● **Required work**
Your task is to return all the entries below exactly, with every picture omitted.

Stored records:

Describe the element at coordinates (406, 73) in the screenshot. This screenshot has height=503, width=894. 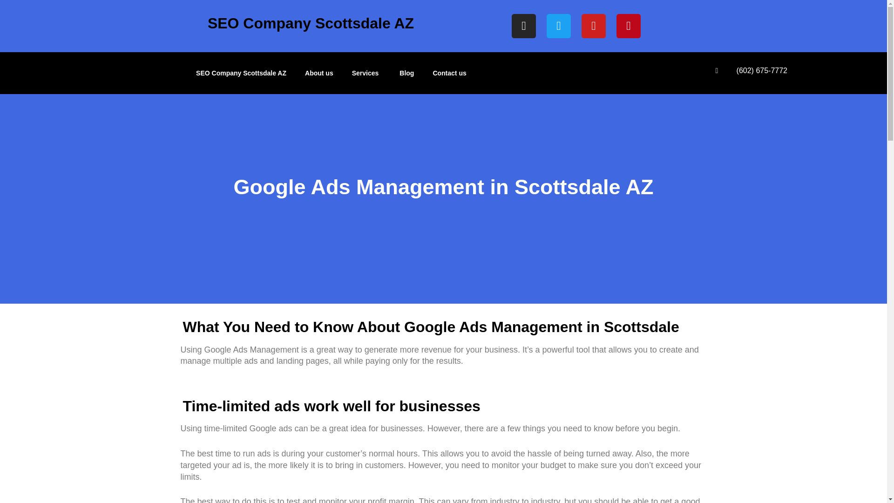
I see `Blog` at that location.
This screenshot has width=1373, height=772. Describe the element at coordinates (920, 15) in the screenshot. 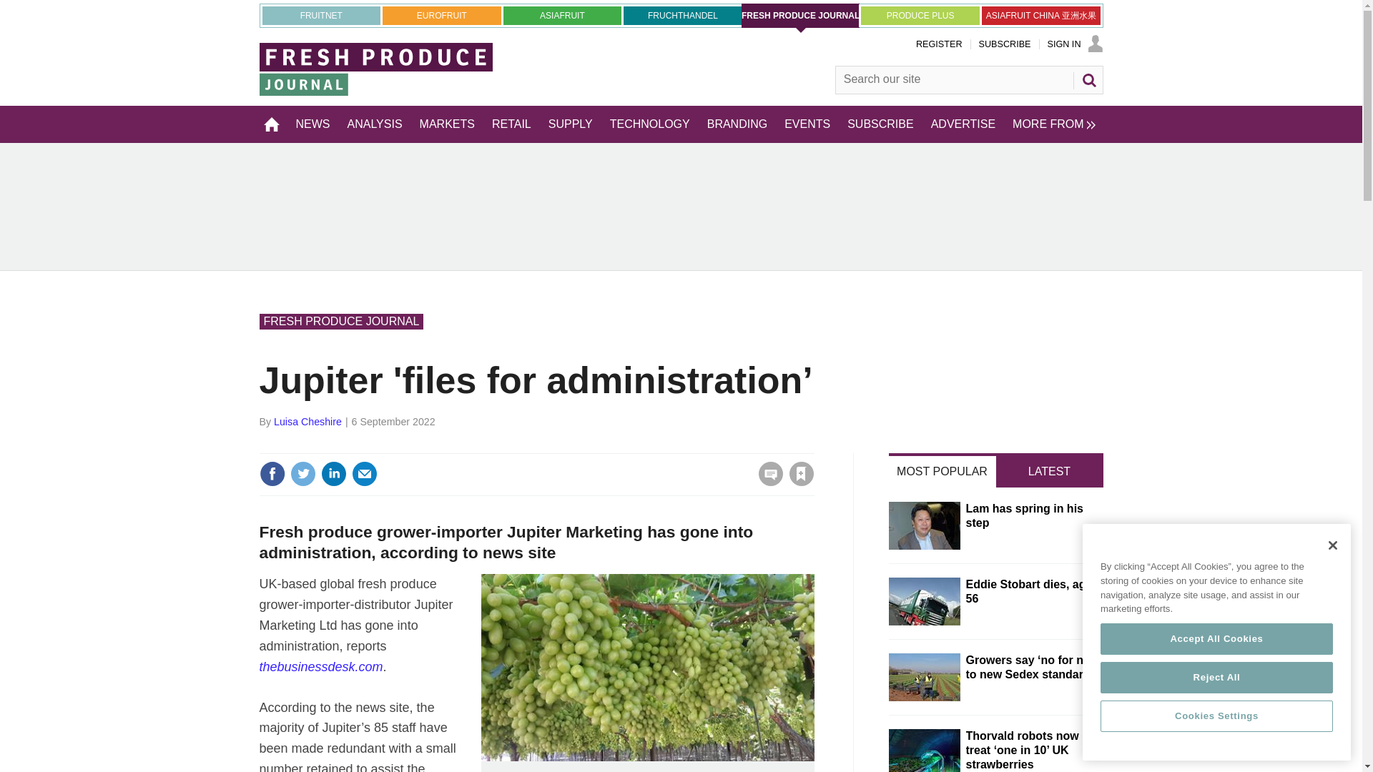

I see `PRODUCE PLUS` at that location.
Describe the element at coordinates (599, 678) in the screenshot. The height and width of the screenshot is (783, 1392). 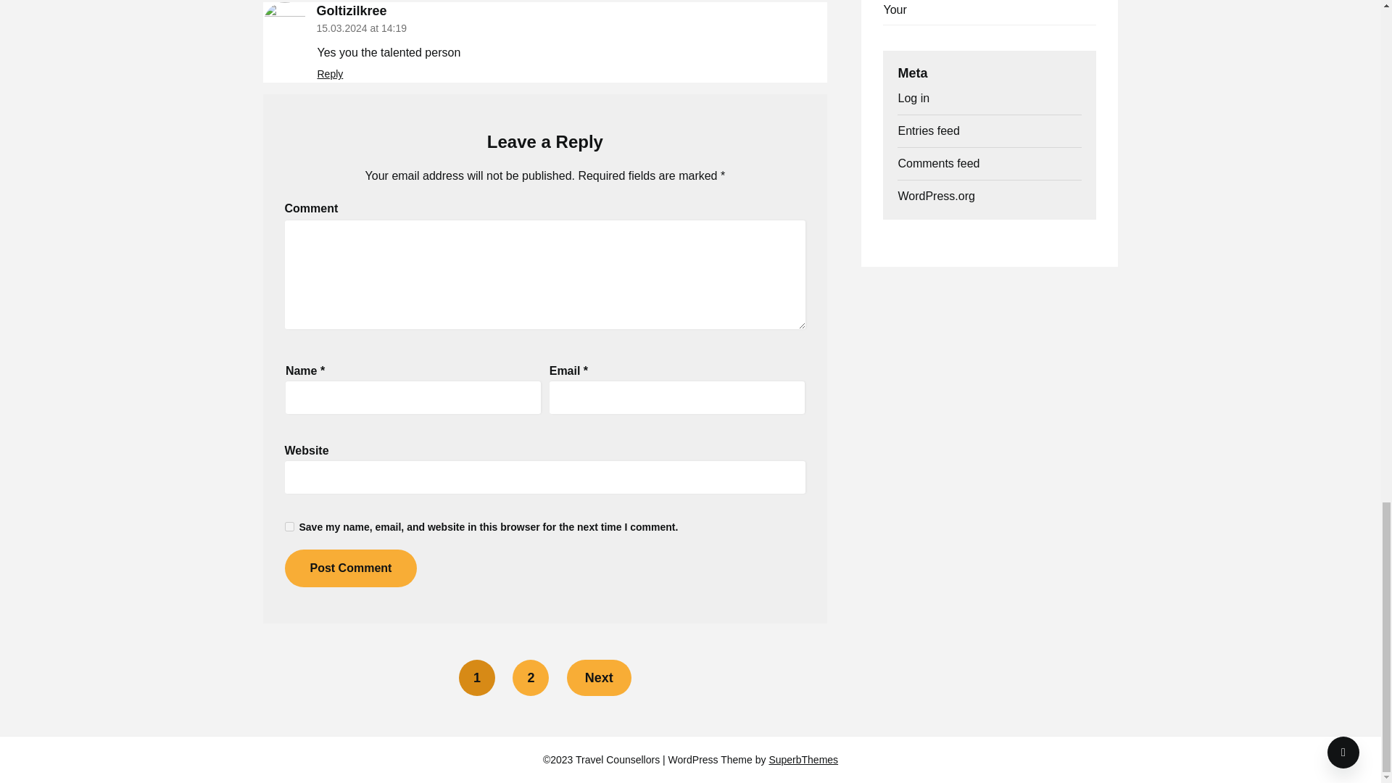
I see `Next` at that location.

● **Worked solution**
Describe the element at coordinates (406, 73) in the screenshot. This screenshot has height=503, width=894. 
I see `Blog` at that location.
This screenshot has width=1373, height=772. Describe the element at coordinates (920, 15) in the screenshot. 

I see `PRODUCE PLUS` at that location.
Describe the element at coordinates (599, 678) in the screenshot. The height and width of the screenshot is (783, 1392). 
I see `Next` at that location.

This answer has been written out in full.